The first of 98 works by 21 artists, the paper and mixed media sculpture by the Kinshasa-based artist Bodys Isek Kingelez presents a fantasy metropolis. Above the reception desk hangs a commentary by his late countryman, Moké: the painting, Kingelez Starting Out, depicts the artist sitting in a village square, in a tattered school uniform long outgrown. Grandiose architectural models stand in front of the shells of wrecked cars; the schoolchildren in the background barely seem to notice either Kingelez or his paper dreams.

The lobby’s staging teaches the visitor how to proceed through the rest of the gallery’s eight spaces, which the curators call “neighborhoods” or “scenarios”—attuned to how pieces echo and rebut one another. A gallery of photographs by Philip Kwame Apagya is accompanied by a backdrop depicting Manhattan, inviting visitors to pose for selfies. After a room full of the nightmarish machine diagrams of Abu Bakarr Mansaray comes the playful sight of a wood-and-rope bicycle, created by Titos Mabota and towering nearly eight feet tall.

Rather than engineer a linear narrative, flowing from the Mount Auburn Street doors to those on Eliot Street, the curators reserved the rear exit for emergency use only. Visitors, halted, find they must retrace their path to leave the gallery. They may bump into one another on their way; they may be confronted by works on walls that they’d accidentally passed over. Retracing their steps may spark new connections between works. Seen from the back, the rooms frame the art in different ways. A video by Nandipha Mntambo, in which she outfits herself as a bullfighter and grandly enters an empty stadium, now foregrounds the satirically monumental Kudzanai Churai portraits in the neighboring room. Two masks—one welded out of decommissioned arms by Gonçalo Mabunda; another, by Romuald Hazoumé, combining a TV monitor and plastic gasoline can—stare each other down.

The works on display represent only a sliver of Jean Pigozzi’s total collection of around 12,000 artworks, housed in Geneva. Adjaye, Ibrahim-Lenhardt, and Grant wanted to leave each of their selections plenty of breathing room, explains the director. Against the gallery’s dark gray walls, the presentation of the pieces is spare; only the more sensitive paper sculptures stand behind glass. The rest remain out in the open, a decision negotiated at length with their collector himself. As Pigozzi and his staff from the Contemporary African Art Collection toured the exhibit, however, they came to appreciate the effect of this exposure, Grant recalls.

The labeling was also kept minimal. “People bring their own intelligence to visual culture,” she says. “Having screens and veils and filters on the art is something we wanted to dispense with.
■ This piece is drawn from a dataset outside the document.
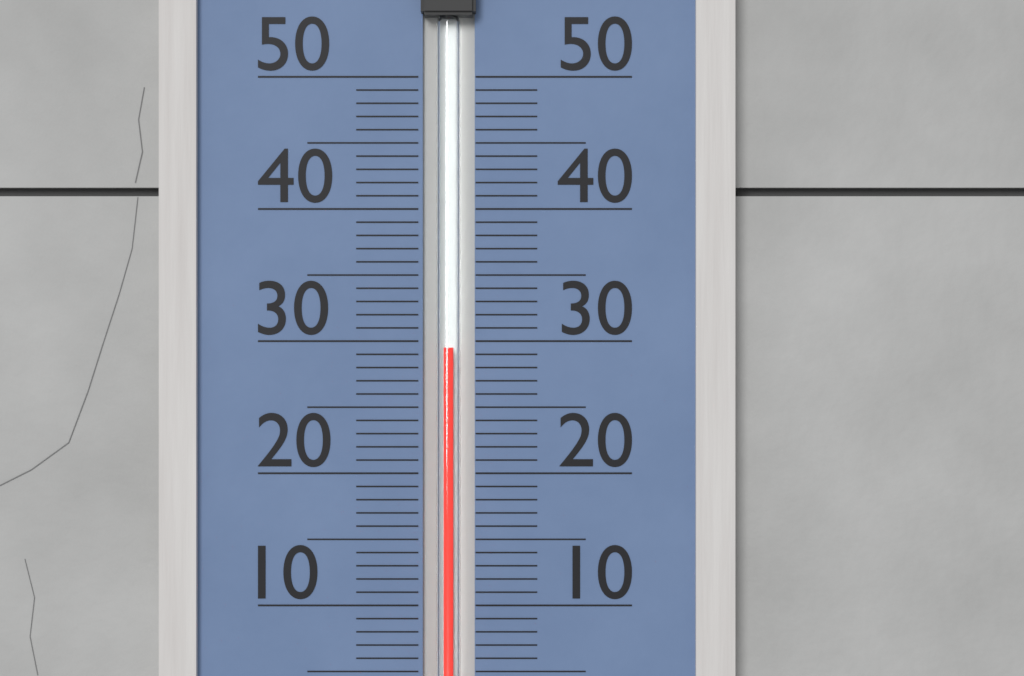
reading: 29.5 (no unit)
We have no acrylic barriers, so why have textual ones?”

As host of the panel discussion and founding director of the Hutchins Center, Fletcher University Professor Henry Louis Gates Jr. told the audience the gallery’s creation story, one that harkened back to the night he first showed donor Ethelbert Cooper the place that could bear his name, peering through the darkened windows in an icy December rain. “I mean, who says that there aren’t miracles, right?” Gates asked, to general applause. 

That story has yet to arrive at an ending. “We are still grappling with how the space can receive art,” says Grant. The gallery awaits some finishing touches: the integration of its media systems; carpets that need smoothing out; at the Eliot Street door, a lone row of shelving that the staff decided “doesn’t work” and must come down. She anticipates that “This will be a test year for us.”

The Cooper Gallery is open Wednesday through Saturday. Luminós/C/ity.Ordinary Joy will remain on view until January 8, 2015. In the spring, it will be replaced by a traveling exhibit, Drapetomanía: Grupo Antillano and the Art of Afro-Cuba, curated by Bliss professor of Latin American history and economics Alejandro de la Fuente.